New York Times Bestseller The Last Kind Words Saloon marks the triumphant return of Larry McMurtry to the nineteenth-century West of his classic Lonesome Dove. In this "comically subversive work of fiction" (Joyce Carol Oates, New York Review of Books), Larry McMurtry chronicles the closing of the American frontier through the travails of two of its most immortal figures, Wyatt Earp and Doc Holliday. Tracing their legendary friendship from the settlement of Long Grass, Texas, to Buffalo Bill's Wild West Show in Denver, and finally to Tombstone, Arizona, The Last Kind Words Saloon finds Wyatt and Doc living out the last days of a cowboy lifestyle that is already passing into history. In his stark and peerless prose McMurtry writes of the myths and men that live on even as the storied West that forged them disappears. Hailed by critics and embraced by readers, The Last Kind Words Saloon celebrates the genius of one of our most original American writers.
After being orphaned during the influenza epidemic of 1918, eleven-year-old Lydia Pierce and her fourteen-year-old brother are taken by their grieving uncle to be raised in the Shaker community at Sabbathday Lake. Includes author's note about the Shakers.
Post-life citizens Breath challenged Vertically disadvantaged (buried, not short) Johnny Maxwell's new friends not appreciate the term "ghosts," but they are, well, dead. The town council wants to sell the cemetery, and its inhabitants aren't about to take that lying down! Johnny is the only one who can see them, and and the previously alive need his help to save their home and their history. Johnny didn't mean to become the voice for the lifeless, but if he doesn't speak up, who will? In Johnny Maxwell's second adventure, Carnegie Medalist Terry Pratchett explores the bonds between the living and the dead and proves that it's never too late to have the time of your life -- even if it is your afterlife!
Trained by the Company, a group of cultural preservationists from the twenty-fourth century, Mendoza is sent back in time to Shakespearean England to collect samples from the garden of Sir Walter Iden and meets a man who will change her destiny. Reprint. 12,500 first printing.
This is the book Frank Sinatra failed to stop, the unauthorized biography of one of the most elusive public figures of our time. Celebrated journalist Kitty Kelley spent three years researching government documents (Mafia-related material, wiretaps and secret testimony) and interviewing more than 800 people in Sinatra's life (family, colleagues, law-enforcement officers, personal friends). Fully documented, highly detailed and filled with revealing anecdotes, here is the penetrating story of the explosively controversial and undeniably multi-talented legend who ruled the entertainment industry for more than fifty years. From the Paperback edition.
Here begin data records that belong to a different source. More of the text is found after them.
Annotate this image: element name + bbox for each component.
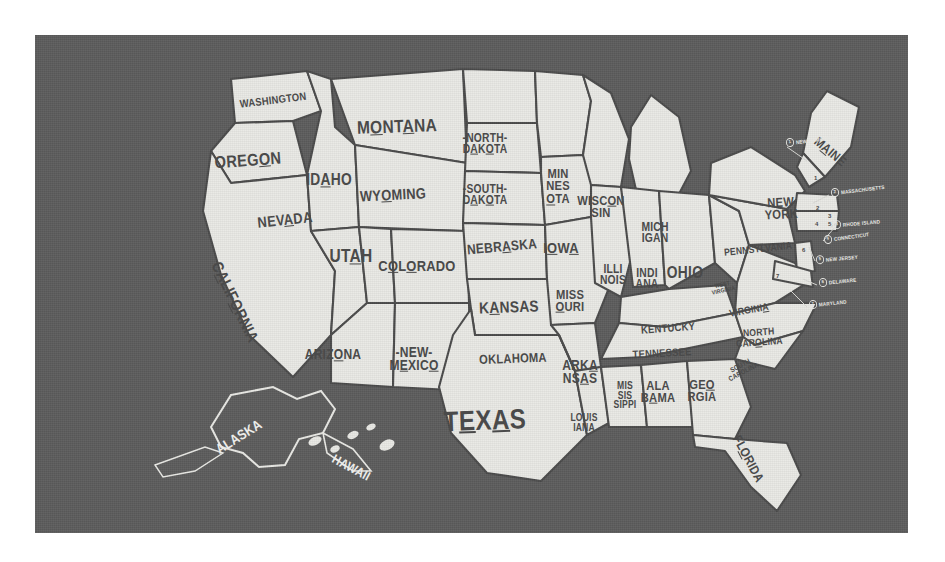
state-label-louisiana: LOUISIANA — [570, 413, 597, 432]
state-label-wyoming: WYOMING — [360, 186, 427, 204]
map-box-number-3: 3 — [828, 213, 831, 219]
state-label-south-dakota: -SOUTH-DAKOTA — [463, 184, 508, 207]
state-label-illinois: ILLINOIS — [600, 264, 626, 287]
callout-text: NEW JERSEY — [826, 253, 858, 262]
state-label-iowa: IOWA — [543, 241, 578, 255]
inset-shape-alaska — [211, 387, 335, 467]
callout-number: 6 — [819, 278, 828, 288]
state-label-montana: MONTANA — [357, 117, 438, 137]
callout-number: 1 — [785, 138, 794, 148]
state-label-utah: UTAH — [329, 248, 372, 265]
state-label-arizona: ARIZONA — [305, 348, 362, 361]
state-label-wisconsin: WISCONSIN — [577, 195, 624, 220]
callout-text: RHODE ISLAND — [843, 218, 881, 227]
callout-number: 3 — [833, 220, 842, 230]
state-label-michigan: MICHIGAN — [641, 222, 668, 245]
state-label-ohio: OHIO — [667, 265, 703, 280]
callout-number: 7 — [809, 300, 818, 310]
state-label-north-carolina: NORTHCAROLINA — [735, 326, 783, 348]
state-label-alabama: ALABAMA — [641, 380, 675, 405]
callout-number: 4 — [823, 234, 832, 244]
callout-text: DELAWARE — [829, 276, 857, 285]
map-box-number-1: 1 — [814, 175, 817, 181]
state-shape-northdakota — [463, 69, 537, 123]
state-label-idaho: IDAHO — [306, 172, 352, 187]
state-label-oregon: OREGON — [214, 151, 282, 172]
map-box-number-2: 2 — [816, 205, 819, 211]
map-poster: WASHINGTONOREGONIDAHOMONTANAWYOMINGNEVAD… — [35, 35, 908, 533]
state-label-new-york: NEWYORK — [764, 196, 798, 222]
callout-text: MARYLAND — [819, 298, 847, 307]
state-label-mississippi: MISSISSIPPI — [614, 381, 637, 410]
state-label-georgia: GEORGIA — [688, 379, 717, 404]
inset-shape-alaska-aleutians — [155, 447, 223, 477]
callout-number: 2 — [830, 188, 839, 198]
state-label-texas: TEXAS — [443, 406, 527, 435]
map-box-number-7: 7 — [776, 273, 779, 279]
state-label-indiana: INDIANA — [636, 268, 659, 291]
state-label-new-mexico: -NEW-MEXICO — [390, 346, 439, 373]
state-label-missouri: MISSOURI — [556, 289, 585, 314]
state-label-north-dakota: -NORTH-DAKOTA — [462, 133, 507, 156]
map-box-number-6: 6 — [802, 247, 805, 253]
map-box-number-5: 5 — [828, 221, 831, 227]
state-label-minnesota: MINNESOTA — [546, 168, 570, 205]
state-label-arkansas: ARKANSAS — [562, 359, 598, 386]
usa-map-graphic — [35, 35, 908, 533]
state-label-colorado: COLORADO — [378, 259, 455, 273]
map-box-number-4: 4 — [815, 221, 818, 227]
state-label-oklahoma: OKLAHOMA — [479, 352, 547, 367]
callout-number: 5 — [816, 255, 825, 265]
state-label-kansas: KANSAS — [479, 298, 539, 315]
state-shape-minnesota — [535, 71, 591, 157]
state-shape-wisconsin — [583, 75, 629, 187]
"An extraordinary book that masterfully illuminates the dream-like writing world of Tennessee Williams; the actresses he worked with and those who inspired him to create his Amanda Wingfield, his Blanche DuBois, Stella Kowalski, Alma Winemiller, Lady Torrance, and the other now iconic characters of his plays that revolutionized the American theater of the mid-20th century"--
Derrick Jensen's most ambitious, important, and best book to date.